The following is an extract from boxing writer and regular Ireland’s Own contributor Thomas Myler’s new book, Fight Nights – Stateside Scraps, Scrapes and Scuffles.

Whenever Jack Doyle stepped through the ropes, you could bet with a fair amount of confidence that the fight would not last the scheduled distance, win or lose. Only one of his 23 fights went all the way. The handsome 6ft 5ins heavyweight from Cobh, Co. Cork had a mighty wallop in his right hand and when it landed, it was usually goodnight for the opponent. If it didn’t, it was so often goodnight for Jack.

Doyle was billed variously as the ‘Gorgeous Gael’ and the ‘Punching Playboy’ and it is generally agreed that had he paid more attention to the rigours of training and taken his boxing more seriously, he ‘coulda been a contender,’ – as Marlon Brando’s character put it in the movie On The Waterfront.

Jack also had a fine tenor voice and did concert tours here and in the UK but it is as a boxer he will be best remembered. At the height of his popularity in the 1930s, he garnered more space in newspapers and magazines than many world champions of the time, even if the coverage was often more about his antics outside the ring than performances inside it.

Doyle’s big problem was that he liked wine, women and song a bit too much. He was probably the original Irish hell-raiser long before the likes of Richard Harris and Peter O’Toole. He once had three chauffeurs, 25 Savile Row suits and dined on caviar washed down with the finest champagne. Society women attended Doyle’s big fights and movie actresses fell for him. It was often said he must have kissed the Blarney Stone in his native Cork for his chat-up lines.

I was fortunate enough to have interviewed Jack several times in Dublin and London when working for the Evening Herald, and found him to be a charming and fascinating man who always had a good story to tell, though often embellished, it must be added.
One of six children born to local sailor Michael Doyle and his wife Anastasia, Jack was a strapping six-footer by the time he was 16 and found employment as a bricklayer on a building site to add to the family’s modest income. It was in street fights, mainly against bullies, that he discovered the power in his right hand and felt he might make a good boxer.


About this task
Filter the records below and copy every line containing the word "screenshot".

Given records
>>>>>
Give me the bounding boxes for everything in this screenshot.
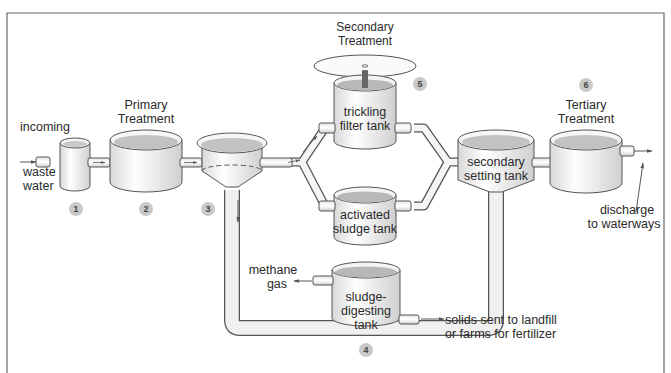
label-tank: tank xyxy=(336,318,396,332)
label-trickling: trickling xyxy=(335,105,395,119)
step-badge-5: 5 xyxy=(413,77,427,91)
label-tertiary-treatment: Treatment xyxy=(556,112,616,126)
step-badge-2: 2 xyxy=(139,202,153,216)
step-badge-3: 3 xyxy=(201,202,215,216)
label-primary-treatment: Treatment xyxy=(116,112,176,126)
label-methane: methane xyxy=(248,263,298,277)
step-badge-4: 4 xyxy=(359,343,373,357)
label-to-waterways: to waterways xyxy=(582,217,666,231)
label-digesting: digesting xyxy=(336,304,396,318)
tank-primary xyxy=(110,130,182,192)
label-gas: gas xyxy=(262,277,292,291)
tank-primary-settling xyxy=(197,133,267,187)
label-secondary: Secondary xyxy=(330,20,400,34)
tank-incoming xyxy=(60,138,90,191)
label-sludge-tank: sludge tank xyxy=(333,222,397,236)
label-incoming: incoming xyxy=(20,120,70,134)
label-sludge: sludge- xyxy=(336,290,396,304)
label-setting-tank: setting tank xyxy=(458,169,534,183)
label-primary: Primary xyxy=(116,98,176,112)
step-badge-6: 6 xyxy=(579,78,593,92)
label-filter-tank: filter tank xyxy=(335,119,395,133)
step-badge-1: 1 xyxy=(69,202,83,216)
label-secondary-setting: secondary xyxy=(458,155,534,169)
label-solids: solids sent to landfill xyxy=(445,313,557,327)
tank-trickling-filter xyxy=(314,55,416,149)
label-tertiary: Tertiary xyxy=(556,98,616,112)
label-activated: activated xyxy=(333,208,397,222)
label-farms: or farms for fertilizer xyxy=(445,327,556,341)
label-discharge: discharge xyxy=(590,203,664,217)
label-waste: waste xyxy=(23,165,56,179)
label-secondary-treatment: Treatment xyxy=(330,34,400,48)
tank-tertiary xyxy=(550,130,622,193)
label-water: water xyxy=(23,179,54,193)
<<<<<
>>>>>
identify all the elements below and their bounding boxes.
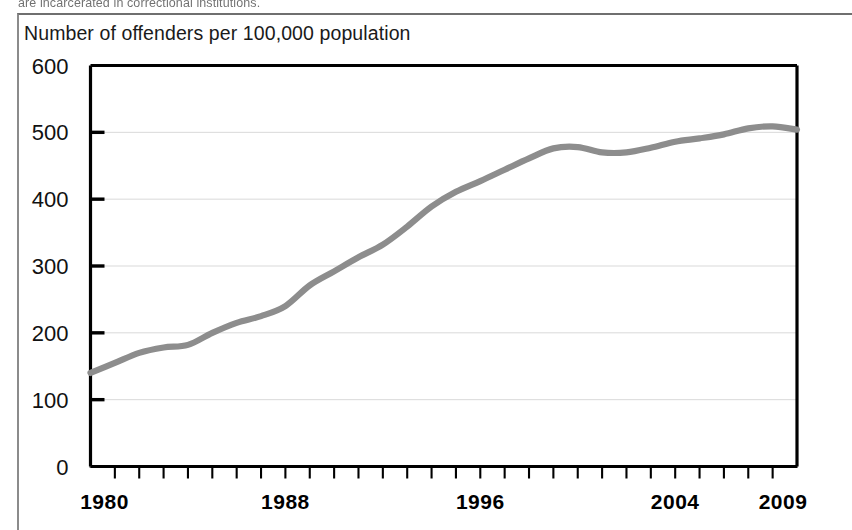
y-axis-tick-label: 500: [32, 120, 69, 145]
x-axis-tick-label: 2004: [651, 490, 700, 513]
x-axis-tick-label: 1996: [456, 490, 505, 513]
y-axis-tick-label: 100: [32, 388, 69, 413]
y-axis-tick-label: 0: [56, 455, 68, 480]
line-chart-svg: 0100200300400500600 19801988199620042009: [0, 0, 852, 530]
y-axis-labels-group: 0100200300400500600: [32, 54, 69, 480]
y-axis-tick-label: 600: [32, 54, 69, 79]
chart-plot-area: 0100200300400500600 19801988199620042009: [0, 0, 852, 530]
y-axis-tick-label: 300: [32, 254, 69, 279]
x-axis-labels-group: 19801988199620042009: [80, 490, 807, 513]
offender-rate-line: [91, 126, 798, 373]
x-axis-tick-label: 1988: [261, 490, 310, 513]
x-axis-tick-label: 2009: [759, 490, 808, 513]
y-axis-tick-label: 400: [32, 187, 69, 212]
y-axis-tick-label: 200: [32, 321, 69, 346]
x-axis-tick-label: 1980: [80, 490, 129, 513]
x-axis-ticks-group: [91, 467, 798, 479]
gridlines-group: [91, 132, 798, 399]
<<<<<
>>>>>
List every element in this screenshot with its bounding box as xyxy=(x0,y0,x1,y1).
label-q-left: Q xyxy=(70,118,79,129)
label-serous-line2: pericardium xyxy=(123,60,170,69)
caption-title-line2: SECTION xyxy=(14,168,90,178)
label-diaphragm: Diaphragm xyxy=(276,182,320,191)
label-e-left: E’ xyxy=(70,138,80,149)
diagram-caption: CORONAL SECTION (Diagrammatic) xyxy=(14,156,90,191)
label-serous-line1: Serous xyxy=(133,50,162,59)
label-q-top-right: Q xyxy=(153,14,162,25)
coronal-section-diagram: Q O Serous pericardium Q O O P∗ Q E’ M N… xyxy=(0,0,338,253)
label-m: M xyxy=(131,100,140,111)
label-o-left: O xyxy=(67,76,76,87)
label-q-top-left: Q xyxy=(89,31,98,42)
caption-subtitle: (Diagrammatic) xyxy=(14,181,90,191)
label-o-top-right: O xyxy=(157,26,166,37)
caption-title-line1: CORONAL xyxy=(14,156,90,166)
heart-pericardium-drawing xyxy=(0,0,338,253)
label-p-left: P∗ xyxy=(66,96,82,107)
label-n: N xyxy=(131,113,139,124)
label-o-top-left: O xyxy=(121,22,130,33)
<<<<<
Reply
Give me the bounding boxes for everything in this screenshot.
List every element in this screenshot with its bounding box as xyxy=(x0,y0,x1,y1).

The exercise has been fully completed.